Scandalous!

There was a recent Pearls Before Swine comic strip that really struck a chord with me. The dialogue went something like this:

Goat: What are you doing?

Rat: I’m writing a letter to France.

Goat: About what?

Rat: I’m telling them that they should make French women shave their armpits. If God had meant for women to have hairy armpits then he would have made them that way.

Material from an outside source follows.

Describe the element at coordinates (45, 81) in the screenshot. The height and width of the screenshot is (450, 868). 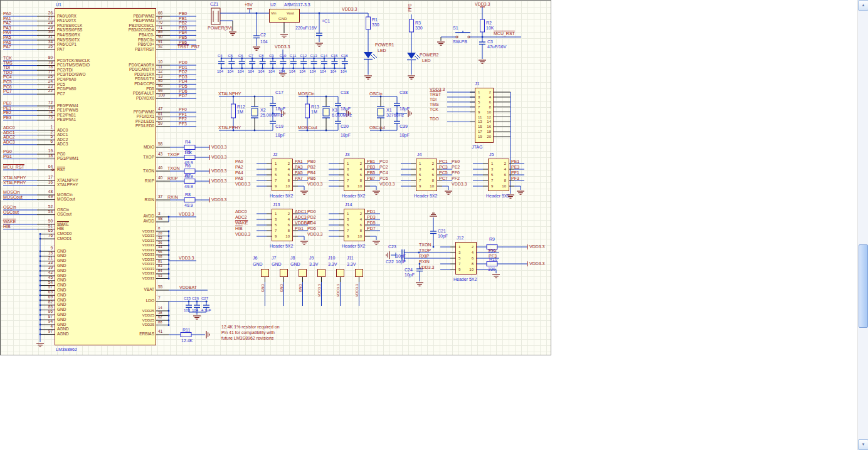
I see `pin-number: 24` at that location.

Goat: Dude, God did make women that way.

Which brings me to the point of this post. As a young girl I remember wondering about what would happen in the resurrection. Would people still have scars? Christ kept his scars, what about people whose faces are severely burnt? Do they have to keep their scars? Will they get to pick? What about weight? Eyesight? Age? Downs syndrome? etc. I thought of tatoos and cosmetic surgery, and even permanent makeup. Would all of that stay? Finally I wondered, “Will women have to shave after the resurrection?” I thought that maybe the hair follicles would disappear, rendering shaving unnecessary. Then I thought, if God had meant us to hairless, He would have made us that way. This was the first time my little brain realized that something I had taken completely for granted, something that is just how society works, wasn’t how God intented it to be.

Another memory I have was when I was in 5th grade, recess had just ended and I had lined up with my class and was waiting for our teacher to bring us inside. A girl standing next to me looked at my legs and said “Gross, your legs are covered with hair! That’s disgusting.” I looked at my legs, and sure enough they were covered with hair. Fine blonde hairs that were only visible because of how the sunlight was shining. I secretly started using my older sister’s razor to shave until I could ask my mom to get me one of my own.

When I was 16 I had gone to the grocery store and saw a group of college kids. They were unwashed (literally, it was raining and their arms, legs and faces were spotted like dusty cars) hippies, and were quite obviously drunk. The thing that gets me, though, is that I was more repulsed by one of the woman’s unshaven legs than I was by her very dirty skin, greasy hair, and horrible body odor.

In the interests of full disclosure, I do shave my legs and underarms regularly. However, I find it horribly unfortunate that in America a woman’s shaving habits are often a political statement. Women who do not shave are quickly placed in a political category. Because I do not wish to make the political statement that unshaven legs and underarms make, I feel as though I must shave. If it were merely a matter of aesthetics I wouldn’t shave at all.

I’ve toyed with the idea of not shaving anymore. I asked my husband, and he said he doesn’t really care one way or the other. I often feel the need to keep some of my opinions on the down low around my parents and family. Unshaven legs and armpits, once seen, say more than I want to say (where I live is really hot, so long pants are really uncomfortable most of the year). I think that someday I’ll get some guts and just not worry about it so much. Or someday I’ll get so fed up with the media telling me that how I (and all women) look is all wrong and needs to be plucked waxed and shaved just to be “normal.”

I don’t like shaving. It’s not because it’s hard (because it isn’t really). I don’t like it because it makes my personal grooming habits into a public statement. It invades my privacy. I don’t like it because every time I do it I feel like I’m contributing to a social mindset that views a woman’s natural body and bodily functions as inherently unclean. I don’t like it because I know that it doesn’t really make me more attractive (because foreign women are plenty attractive when they don’t shave). I don’t like it because God didn’t make me hairless, and there’s no good reason that I should feel that I need to be. I am certain that after the resurrection there will be no razors for anyone, and no one will care.